Oviedo, April 30 (EFE).- The Asturian Ministry of Education and the Gijón City Council have expressed this Sunday their rejection of bullying as well as their confidence that the investigation will clarify what happened in the case of the 20-year-old girl found dead yesterday at the foot of the Santa Catalina hill.
The body appeared a day after the family reported the disappearance of the former student from La Asunción school, a center that has expressed its commitment to the “fight against bullying.”
The young woman’s remains will be cremated this afternoon at the Gijón funeral home, the city where the funeral will take place tomorrow, Monday.

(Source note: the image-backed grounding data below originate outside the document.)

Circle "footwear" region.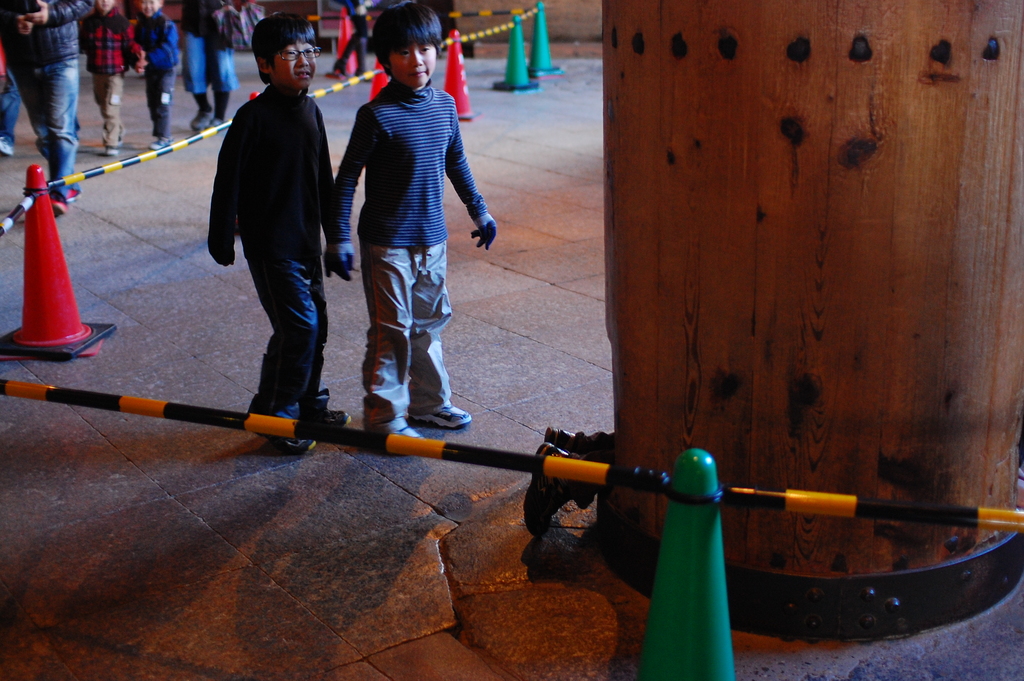
Region: 0, 138, 12, 157.
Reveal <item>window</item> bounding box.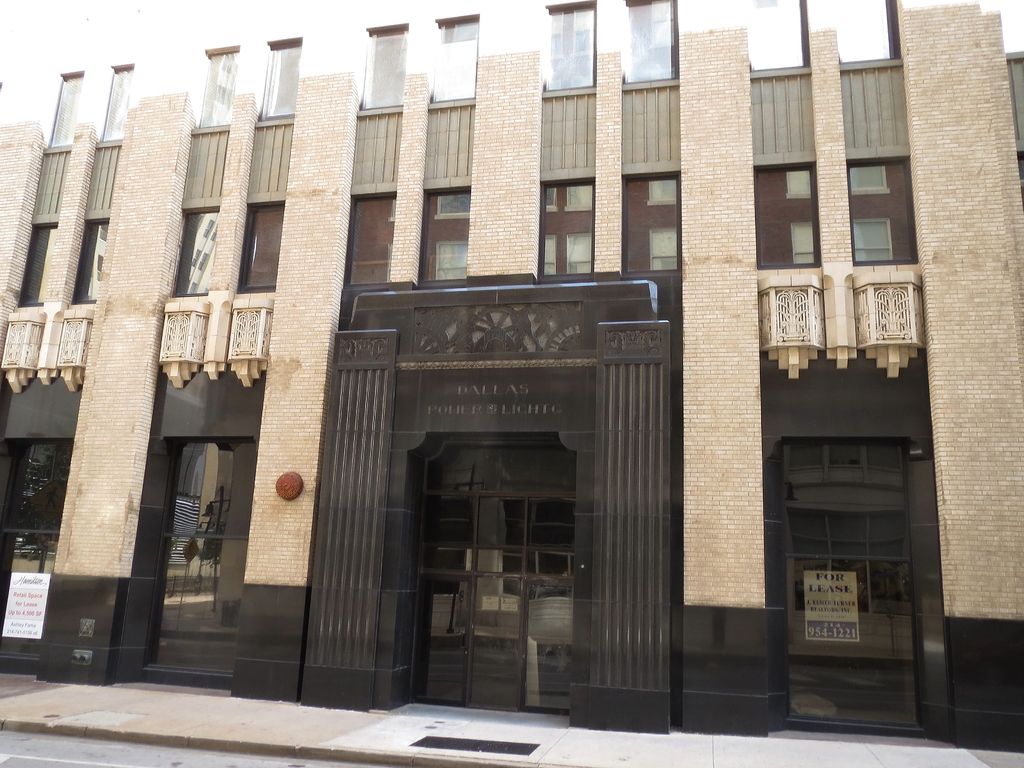
Revealed: box(70, 217, 109, 305).
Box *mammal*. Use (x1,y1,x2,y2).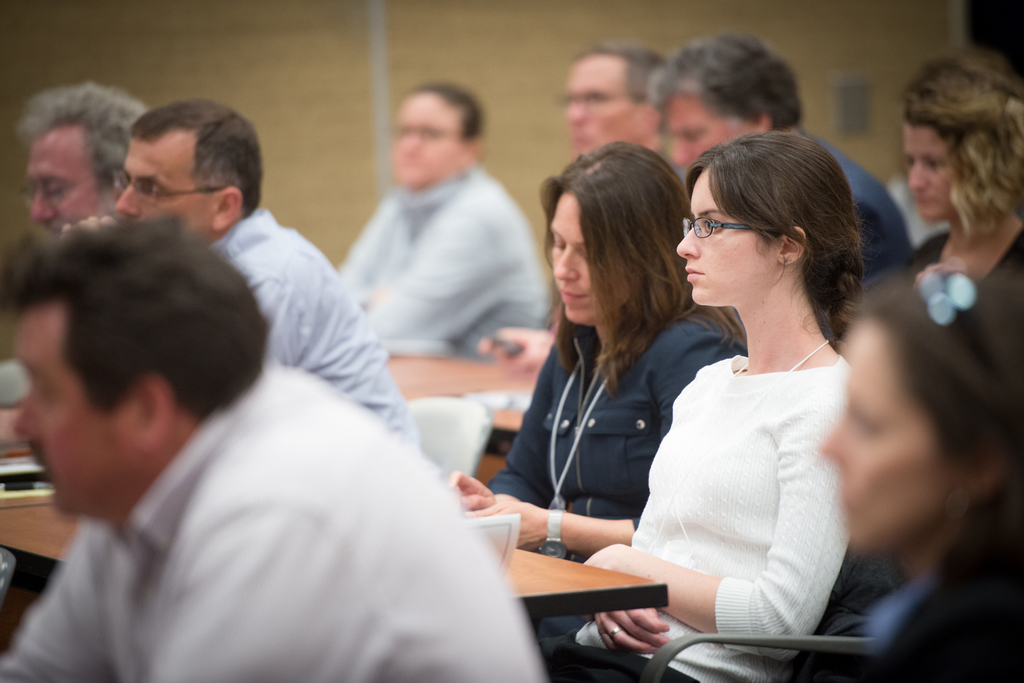
(812,263,1023,682).
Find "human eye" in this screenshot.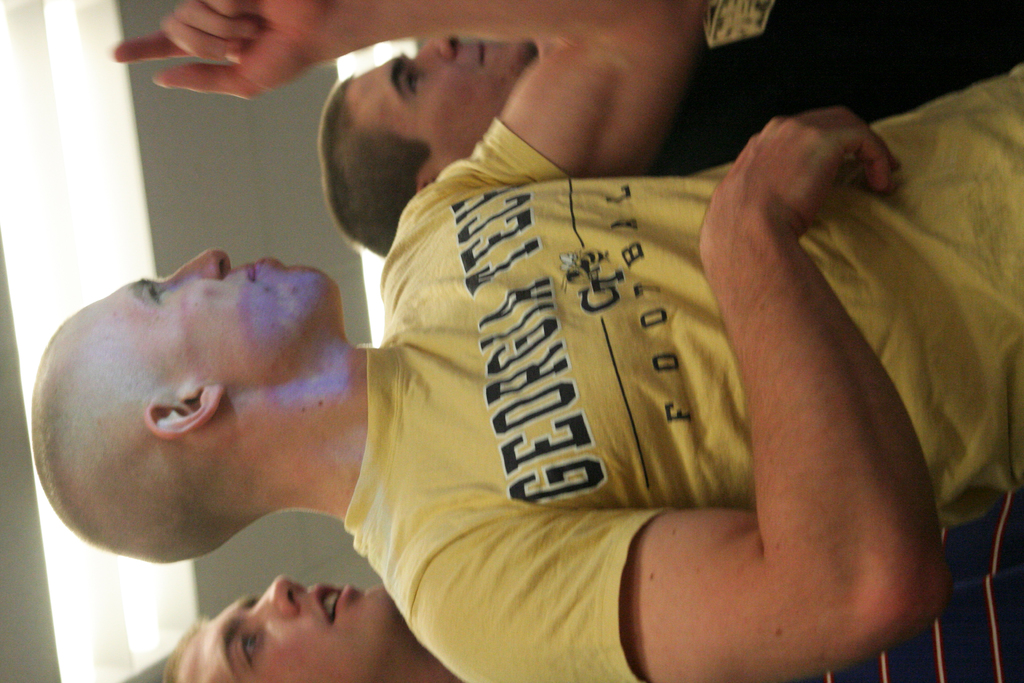
The bounding box for "human eye" is bbox(405, 67, 421, 98).
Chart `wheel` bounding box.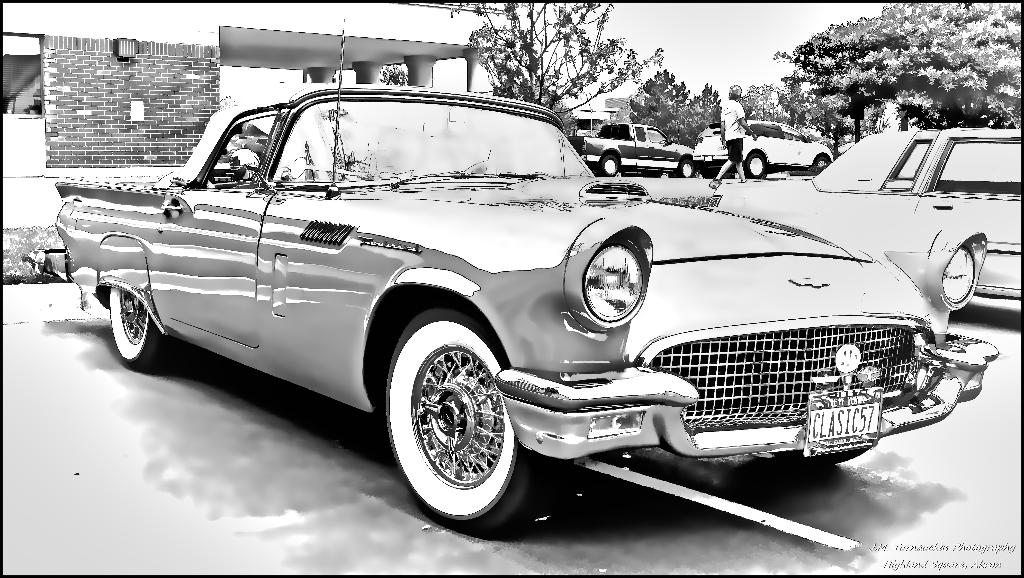
Charted: <box>680,156,697,184</box>.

The Minister of Education, Lydia Espina, has transferred her “total, clear and resounding” condemnation of the cases of bullying, and has defended that the centers must be “safe spaces”, since they are the “second home” of the students , and the space in which they “spend more time” after their homes.

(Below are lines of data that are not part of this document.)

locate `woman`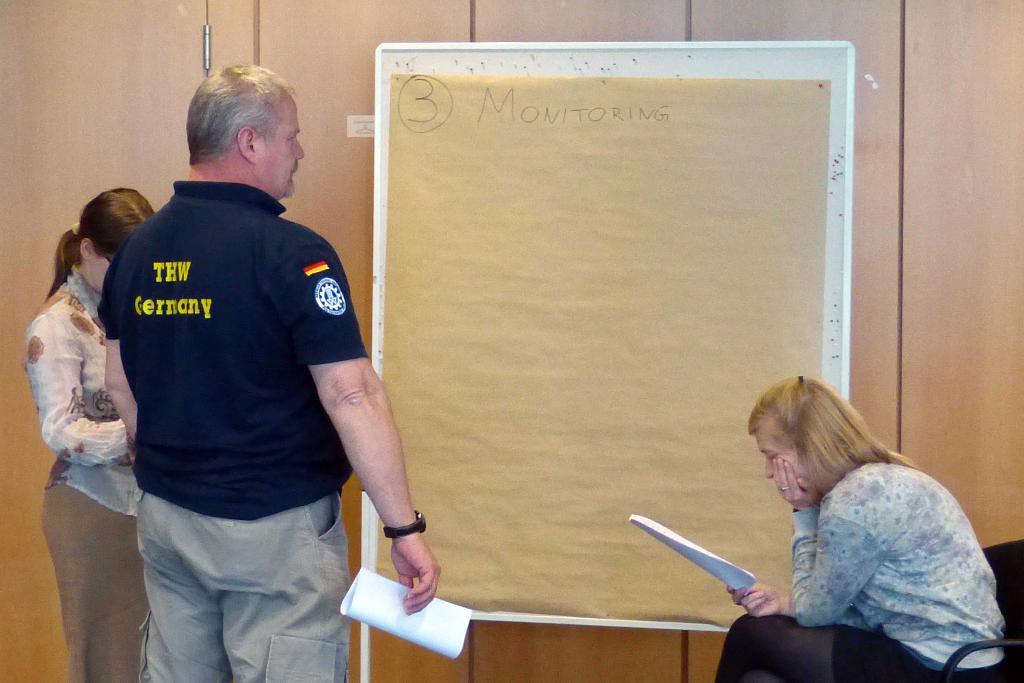
20:183:161:682
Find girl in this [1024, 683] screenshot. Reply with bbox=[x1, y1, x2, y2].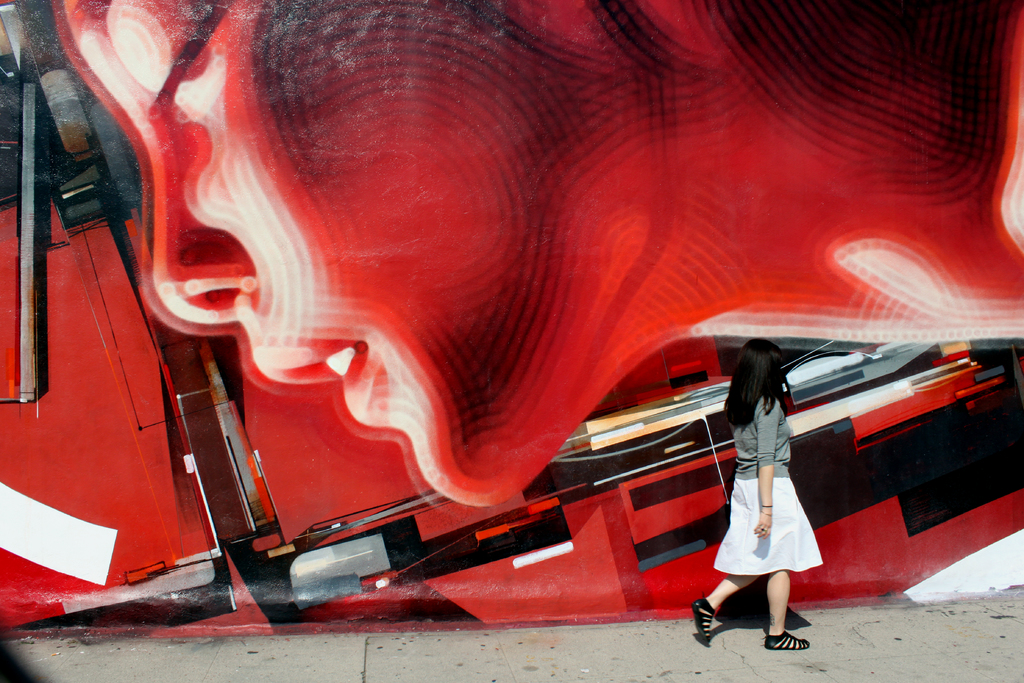
bbox=[728, 322, 826, 634].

“From this incident, the Ministry will analyze and investigate what happened and we will review everything that happened,” reported Espina, who has encouraged the educational community to “fight together” against bullying, against which he has requested “not be complicit” and “support the victims”.
The Ministry of Education works to create safe spaces, which “is not always achieved”, and which it regrets with “total clarity”.
He stressed that Asturias has an anti-bullying protocol that is “constantly updated”, in which “emphasis” has been placed this year, and that he has warned that it should be used “whenever necessary”, since that it is “for that” and “avoid cases” like the one that has just occurred.
Espina has also mentioned the implementation in this second quarter of the suicide prevention protocol, which addresses prevention as well as how to act if there is a school with “a case of imminent risk”.
MAYOR OF GIJÓN: “TERRIBLE AND UNFORTUNATE”
The mayoress of Gijón, Ana González, has considered the death of the young woman as a “terrible and unfortunate” event, which “seems to be due to despair over a situation of harassment that could have led her to commit suicide.”
After expressing her “solidarity and affection” to the young woman’s family, the councilor has considered that “there is no small harassment, nor action that can be justified to provoke laughter, nor for any discrepancy with another person.”
González has regretted “very much” what has happened and hopes that “it can be clarified who led” the young woman to that situation.